Bill Lerach
IMAGE: Steve Ueckert/Houston Chronicle/Rapport Press
A federal judge on Monday denied a request by former plaintiffs lawyer Bill Lerach to take an extended vacation to Europe with friends and family members next summer, after he completes his 24-month prison sentence.
Federal prosecutors opposed the trip because Lerach had yet to settle the specifics of the 1,000 hours of community service he is required to complete.
U.S. District Judge John Walter sided with prosecutors.
"I conceptually don't have a problem with the trip, but it just seems to be the cart before the horse," he said.
In court, Lerach's lawyer, Michael Lipman, of Coughlan, Semmer & Lipman in San Diego, said the ruling means that Lerach would "either have to wait 'til just before the trip or postpone it."
The judge was more optimistic. He instructed Lerach's lawyer to file his request again once the community service specifics have been arranged. Once that's done, he said, he didn't "see why there isn't sufficient time to plan the trip."
Lerach, 63, pleaded guilty to one count of conspiracy as part of a scheme in which he and other members of the former Milberg Weiss Bershad Hynes & Lerach paid kickbacks to lead plaintiffs in securities cases. Melvyn Weiss, the firm's founder, who has been serving a 30-month prison sentence in Miami, is scheduled for release on Feb. 6.
Lerach has been serving home confinement since Dec. 26. In September, he was moved from a federal prison in Arizona to a halfway house in San Diego. Lerach, who has been living on his investment income, is scheduled two begin two years' supervised release on March 8.
He filed papers last month seeking court approval for travel to 18 cities in five European countries. His companions would include his wife, his son, his daughter and her companion, his wife's parents, two grandchildren, his older brother and his brother's wife, his brother's two children, his aunt and her three daughters, according to the motion.
Lerach would be the last of the firm's lawyers named in the government's criminal case against Milberg Weiss to be released from prison. Two other former name partners, David Bershad and Steven Schulman, were released in July after completing sentences of six months each.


Task brief >> Please output the records below in full, exactly as given, but without the images.

Data for processing >>
· · · · ·

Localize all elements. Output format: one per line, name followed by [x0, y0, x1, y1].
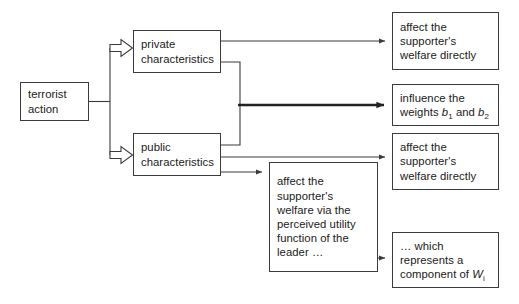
- node-affect-welfare-directly-top-label: affect the supporter's welfare directly: [393, 20, 483, 63]
- node-public-characteristics-label: public characteristics: [134, 140, 221, 168]
- node-terrorist-action-label: terrorist action: [21, 87, 74, 115]
- node-affect-welfare-via-utility-label: affect the supporter's welfare via the p…: [270, 174, 363, 259]
- node-public-characteristics[interactable]: public characteristics: [133, 133, 221, 176]
- node-component-of-w[interactable]: … whichrepresents acomponent of Wi: [392, 232, 499, 288]
- node-affect-welfare-directly-bottom[interactable]: affect the supporter's welfare directly: [392, 133, 499, 190]
- node-private-characteristics[interactable]: private characteristics: [133, 30, 221, 73]
- node-affect-welfare-directly-top[interactable]: affect the supporter's welfare directly: [392, 12, 499, 70]
- edge-terrorist-to-private-arrow: [110, 40, 133, 57]
- node-component-of-w-label: … whichrepresents acomponent of Wi: [393, 239, 492, 282]
- edge-private-to-riser: [221, 62, 240, 105]
- node-affect-welfare-directly-bottom-label: affect the supporter's welfare directly: [393, 140, 483, 183]
- flow-diagram: terrorist action private characteristics…: [0, 0, 519, 304]
- node-affect-welfare-via-utility[interactable]: affect the supporter's welfare via the p…: [269, 162, 378, 272]
- node-influence-weights[interactable]: influence theweights b1 and b2: [392, 84, 499, 126]
- node-terrorist-action[interactable]: terrorist action: [20, 82, 89, 121]
- node-private-characteristics-label: private characteristics: [134, 37, 221, 65]
- edge-public-to-riser: [221, 105, 240, 145]
- edge-terrorist-to-public-arrow: [110, 147, 133, 164]
- node-influence-weights-label: influence theweights b1 and b2: [393, 91, 496, 119]
- edge-terrorist-trunk: [89, 48, 110, 155]
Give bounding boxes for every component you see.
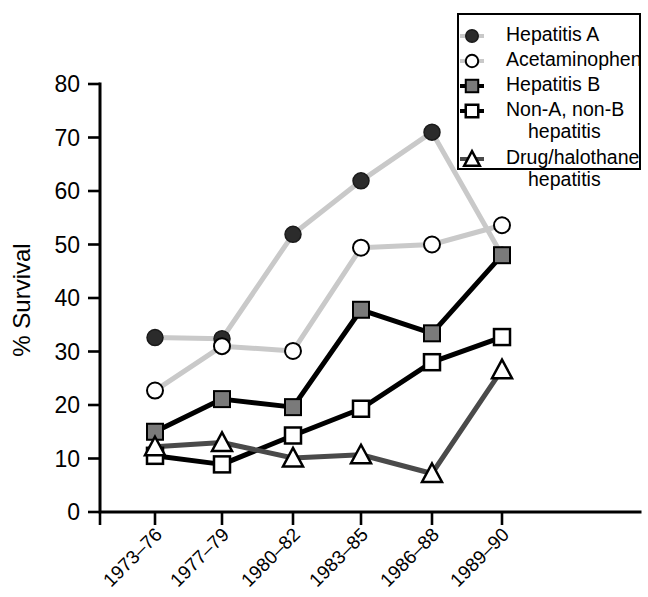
data-point-marker — [147, 383, 163, 399]
data-point-marker — [494, 247, 510, 263]
legend-label-wrap: hepatitis — [528, 120, 601, 142]
data-point-marker — [424, 124, 440, 140]
data-point-marker — [466, 80, 478, 92]
y-axis-title: % Survival — [8, 243, 35, 356]
data-point-marker — [494, 329, 510, 345]
data-point-marker — [466, 30, 478, 42]
series-line-2 — [155, 225, 502, 390]
data-point-marker — [353, 302, 369, 318]
x-tick-label: 1989–90 — [446, 524, 513, 591]
data-point-marker — [466, 55, 478, 67]
data-point-marker — [424, 354, 440, 370]
y-axis-ticks — [88, 84, 100, 512]
data-point-marker — [285, 399, 301, 415]
x-tick-label: 1983–85 — [305, 524, 372, 591]
data-point-marker — [353, 401, 369, 417]
x-tick-label: 1980–82 — [237, 524, 304, 591]
y-tick-label: 70 — [54, 125, 80, 151]
data-point-marker — [353, 240, 369, 256]
series-polyline — [155, 225, 502, 390]
legend-label: Hepatitis B — [506, 73, 600, 95]
x-tick-label: 1986–88 — [376, 524, 443, 591]
chart-canvas: 01020304050607080 % Survival 1973–761977… — [0, 0, 648, 597]
y-tick-label: 60 — [54, 178, 80, 204]
survival-line-chart: 01020304050607080 % Survival 1973–761977… — [0, 0, 648, 597]
chart-legend: Hepatitis AAcetaminophenHepatitis BNon-A… — [458, 14, 642, 190]
data-point-marker — [466, 105, 478, 117]
y-tick-label: 50 — [54, 232, 80, 258]
y-tick-label: 40 — [54, 285, 80, 311]
x-axis-tick-labels: 1973–761977–791980–821983–851986–881989–… — [99, 524, 513, 591]
series-line-1 — [155, 132, 502, 339]
legend-label: Hepatitis A — [506, 23, 599, 45]
series-markers-4 — [147, 329, 510, 472]
data-point-marker — [494, 217, 510, 233]
data-series-layer — [145, 124, 512, 482]
series-polyline — [155, 132, 502, 339]
legend-label: Non-A, non-B — [506, 98, 624, 120]
data-point-marker — [147, 330, 163, 346]
data-point-marker — [353, 173, 369, 189]
legend-label: Drug/halothane — [506, 146, 639, 168]
y-tick-label: 30 — [54, 339, 80, 365]
data-point-marker — [285, 427, 301, 443]
data-point-marker — [424, 325, 440, 341]
x-tick-label: 1973–76 — [99, 524, 166, 591]
x-axis-ticks — [100, 512, 502, 525]
y-tick-label: 10 — [54, 446, 80, 472]
x-tick-label: 1977–79 — [166, 524, 233, 591]
series-polyline — [155, 255, 502, 432]
legend-label-wrap: hepatitis — [528, 168, 601, 190]
data-point-marker — [214, 391, 230, 407]
data-point-marker — [214, 338, 230, 354]
y-tick-label: 80 — [54, 71, 80, 97]
series-line-3 — [155, 255, 502, 432]
y-axis-tick-labels: 01020304050607080 — [54, 71, 80, 525]
data-point-marker — [424, 237, 440, 253]
data-point-marker — [285, 226, 301, 242]
y-tick-label: 20 — [54, 392, 80, 418]
series-markers-1 — [147, 124, 510, 347]
data-point-marker — [492, 360, 512, 379]
y-tick-label: 0 — [67, 499, 80, 525]
legend-label: Acetaminophen — [506, 48, 642, 70]
data-point-marker — [214, 456, 230, 472]
data-point-marker — [285, 343, 301, 359]
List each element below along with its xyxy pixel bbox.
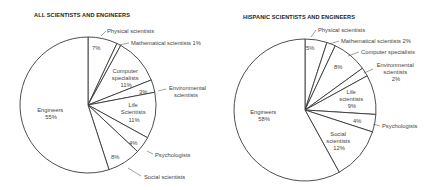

· · · · ·

Exercise output >>
Localize all elements. Output format: one per line, name followed by [x0, y0, x1, y1].
- node-affect-welfare-directly-top-label: affect the supporter's welfare directly: [393, 20, 483, 63]
- node-public-characteristics-label: public characteristics: [134, 140, 221, 168]
- node-terrorist-action-label: terrorist action: [21, 87, 74, 115]
- node-affect-welfare-via-utility-label: affect the supporter's welfare via the p…: [270, 174, 363, 259]
- node-public-characteristics[interactable]: public characteristics: [133, 133, 221, 176]
- node-component-of-w[interactable]: … whichrepresents acomponent of Wi: [392, 232, 499, 288]
- node-affect-welfare-directly-bottom[interactable]: affect the supporter's welfare directly: [392, 133, 499, 190]
- node-private-characteristics[interactable]: private characteristics: [133, 30, 221, 73]
- node-affect-welfare-directly-top[interactable]: affect the supporter's welfare directly: [392, 12, 499, 70]
- edge-terrorist-to-private-arrow: [110, 40, 133, 57]
- node-component-of-w-label: … whichrepresents acomponent of Wi: [393, 239, 492, 282]
- edge-private-to-riser: [221, 62, 240, 105]
- node-affect-welfare-directly-bottom-label: affect the supporter's welfare directly: [393, 140, 483, 183]
- flow-diagram: terrorist action private characteristics…: [0, 0, 519, 304]
- node-affect-welfare-via-utility[interactable]: affect the supporter's welfare via the p…: [269, 162, 378, 272]
- node-influence-weights[interactable]: influence theweights b1 and b2: [392, 84, 499, 126]
- node-terrorist-action[interactable]: terrorist action: [20, 82, 89, 121]
- node-private-characteristics-label: private characteristics: [134, 37, 221, 65]
- edge-public-to-riser: [221, 105, 240, 145]
- edge-terrorist-to-public-arrow: [110, 147, 133, 164]
- node-influence-weights-label: influence theweights b1 and b2: [393, 91, 496, 119]
- edge-terrorist-trunk: [89, 48, 110, 155]
Give bounding boxes for every component you see.
data-point-marker — [147, 383, 163, 399]
data-point-marker — [494, 247, 510, 263]
legend-label-wrap: hepatitis — [528, 120, 601, 142]
data-point-marker — [424, 124, 440, 140]
data-point-marker — [466, 80, 478, 92]
y-axis-title: % Survival — [8, 243, 35, 356]
data-point-marker — [494, 329, 510, 345]
data-point-marker — [466, 30, 478, 42]
series-line-2 — [155, 225, 502, 390]
data-point-marker — [353, 302, 369, 318]
x-tick-label: 1989–90 — [446, 524, 513, 591]
data-point-marker — [466, 55, 478, 67]
data-point-marker — [424, 354, 440, 370]
y-axis-ticks — [88, 84, 100, 512]
data-point-marker — [285, 399, 301, 415]
x-tick-label: 1983–85 — [305, 524, 372, 591]
data-point-marker — [353, 401, 369, 417]
x-tick-label: 1980–82 — [237, 524, 304, 591]
y-tick-label: 70 — [54, 125, 80, 151]
data-point-marker — [353, 240, 369, 256]
series-polyline — [155, 225, 502, 390]
legend-label: Hepatitis B — [506, 73, 600, 95]
x-tick-label: 1986–88 — [376, 524, 443, 591]
chart-canvas: 01020304050607080 % Survival 1973–761977… — [0, 0, 648, 597]
y-tick-label: 60 — [54, 178, 80, 204]
survival-line-chart: 01020304050607080 % Survival 1973–761977… — [0, 0, 648, 597]
chart-legend: Hepatitis AAcetaminophenHepatitis BNon-A… — [458, 14, 642, 190]
data-point-marker — [466, 105, 478, 117]
y-tick-label: 50 — [54, 232, 80, 258]
y-tick-label: 40 — [54, 285, 80, 311]
x-axis-tick-labels: 1973–761977–791980–821983–851986–881989–… — [99, 524, 513, 591]
series-line-1 — [155, 132, 502, 339]
legend-label: Hepatitis A — [506, 23, 599, 45]
series-markers-4 — [147, 329, 510, 472]
data-point-marker — [494, 217, 510, 233]
data-series-layer — [145, 124, 512, 482]
series-polyline — [155, 132, 502, 339]
legend-label: Non-A, non-B — [506, 98, 624, 120]
data-point-marker — [147, 330, 163, 346]
data-point-marker — [353, 173, 369, 189]
legend-label: Drug/halothane — [506, 146, 639, 168]
y-tick-label: 30 — [54, 339, 80, 365]
data-point-marker — [285, 427, 301, 443]
data-point-marker — [424, 325, 440, 341]
x-tick-label: 1973–76 — [99, 524, 166, 591]
x-axis-ticks — [100, 512, 502, 525]
y-tick-label: 10 — [54, 446, 80, 472]
x-tick-label: 1977–79 — [166, 524, 233, 591]
series-polyline — [155, 255, 502, 432]
legend-label-wrap: hepatitis — [528, 168, 601, 190]
data-point-marker — [214, 391, 230, 407]
data-point-marker — [214, 338, 230, 354]
y-tick-label: 80 — [54, 71, 80, 97]
series-line-3 — [155, 255, 502, 432]
y-axis-tick-labels: 01020304050607080 — [54, 71, 80, 525]
data-point-marker — [424, 237, 440, 253]
data-point-marker — [285, 226, 301, 242]
y-tick-label: 20 — [54, 392, 80, 418]
series-markers-1 — [147, 124, 510, 347]
data-point-marker — [492, 360, 512, 379]
y-tick-label: 0 — [67, 499, 80, 525]
legend-label: Acetaminophen — [506, 48, 642, 70]
data-point-marker — [214, 456, 230, 472]
data-point-marker — [285, 343, 301, 359]
List each element below along with its xyxy pixel bbox.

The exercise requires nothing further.